Health News

Are health and blockchain in the slow lane?

stethoscope

Last week at the Blockchain Expo in London, a panel of health professionals discussed blockchain for the health sector. Many believe Electronic Medical Records (EMR) on the blockchain is one of the most compelling applications. It could save lives and preserve money for struggling healthcare systems. While the panel had exciting ideas, the takeaway was it would take a long time to change anything in major Western economies.

The problems

Karim Babay, CEO of telemedicine provider Healthsapiens stated that in the USA 70% of emergency room visits are unnecessary. The outpatient sessions are mainly because the patient can’t get an appointment with their regular healthcare professional. Each emergency room visit costs an average of $1500.

Dr. Sarvi Banisadr, a surgeon who worked at the NHS for 15 years, mentioned the estimated $200m in unnecessary tests done every year in the US.

The wastage is partly because of habits of requesting useless tests, but also because EMRs often are siloed and access to recent test results unavailable.

Jim Nasr, former CTO at the CDC, believes blockchain is a small part of the solution. The real issue is the lack of interoperability.

This point was echoed again by Anaesthetist Stewart Southey who also works with telemedicine provider MedicalChain. He complained that in the UK’s NHS there were problems accessing data from different departments within the same hospital, and hospitals within the same group.

Another theme that comes up across industries is regulation. “A lot of innovation that’s going to happen in the next 20 years is going to come from countries that have no established healthcare system at all, where there’s less regulation,” said HealthSapiens’ Babay.

Solutions

The expectation is for patients to have EMRs on a blockchain where they can control the privacy and the data is shareable between medical providers.

“The reason why places like Dubai and Estonia have been successful is because the government has taken on the initiative of issuing a digital identity. Once you have a digital identity it really changes your options, it changes your ability to use all kinds of technologies. In particular this idea of a master patient index,” said Nasr.

Estonia’s healthcare system uses a blockchain. 95% of health data is digitized, and 99% of prescriptions are digital.
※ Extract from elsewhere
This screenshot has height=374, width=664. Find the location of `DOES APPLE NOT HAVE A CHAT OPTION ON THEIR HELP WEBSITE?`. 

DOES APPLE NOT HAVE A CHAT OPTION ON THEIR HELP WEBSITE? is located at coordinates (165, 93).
Nasr also pointed to the small-scale adoption of some pilot blockchain products. He believes these need to be interoperable with other systems. And be more consumer friendly. The concept of private and public keys is not consumer technology. The technologist envisages the likely solution for health is a chip-based card. He is not optimistic about deep penetration in Western economies within a decade.

Novel approaches

“Privacy is becoming a big issue. As soon as patients hold their own records and are in control of their own data then it won’t be them trying to find the best deal on insurance, it will be the insurance companies competing with each other to try to get the attention of the patient. I think that’s where we need to go. We need to put patients first,” said Southey.

Banisadr noted that China had banned the export of medical records. She pointed to their value. “There’s going to be an uptake in looking at biological data as a source of a data tariff that generates revenue to feed the infrastructure of the healthcare industry. They all need to start looking at making it more cost-effective because it’s a broken system already. That innovation is very relevant.”
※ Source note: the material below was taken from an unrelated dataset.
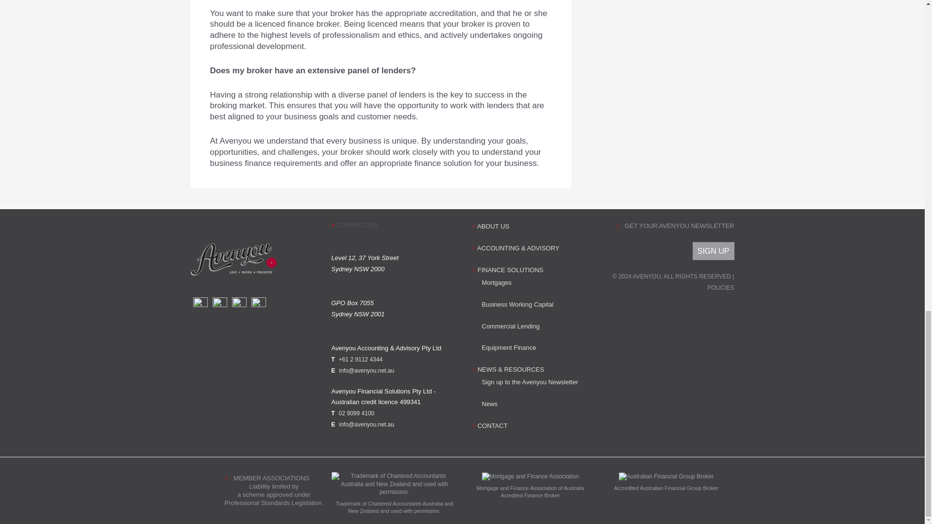 Image resolution: width=932 pixels, height=524 pixels. Describe the element at coordinates (509, 348) in the screenshot. I see `Equipment Finance` at that location.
The surgeon acknowledged patients have a need for privacy and she believes it’s a matter of marrying this need with the technology in an appropriate way.

HealthSapiens’ Babay had one of the most novel ideas. To base payment on smart contracts, but specifically on the outcome of the treatment. At the moment you pay a doctor for his/her time, whether or not they resolve your medical problem. The doctor has no accountability.

Babay’s solution is to see a doctor, but the doctor gets paid for a portion or all of their time, plus a part of the money gets escrowed. If you’re happy with the outcome, you will release your escrowed amount. The verification has to work. You might have to seek a second or third opinion where the doctor reviews the consultation of the original doctor. If it’s positive, you release the escrowed amount to the original doctor and pay a fee to reviewers.

Conclusion

Accurate and up-to-date medical data, adequately shared, will save lives and money. Other than a few smaller economies like Estonia, the impression is that nothing is likely to happen quickly. There needs to be a strong driver. Perhaps in the US the insurers could get interested if the financial benefits are demonstrated.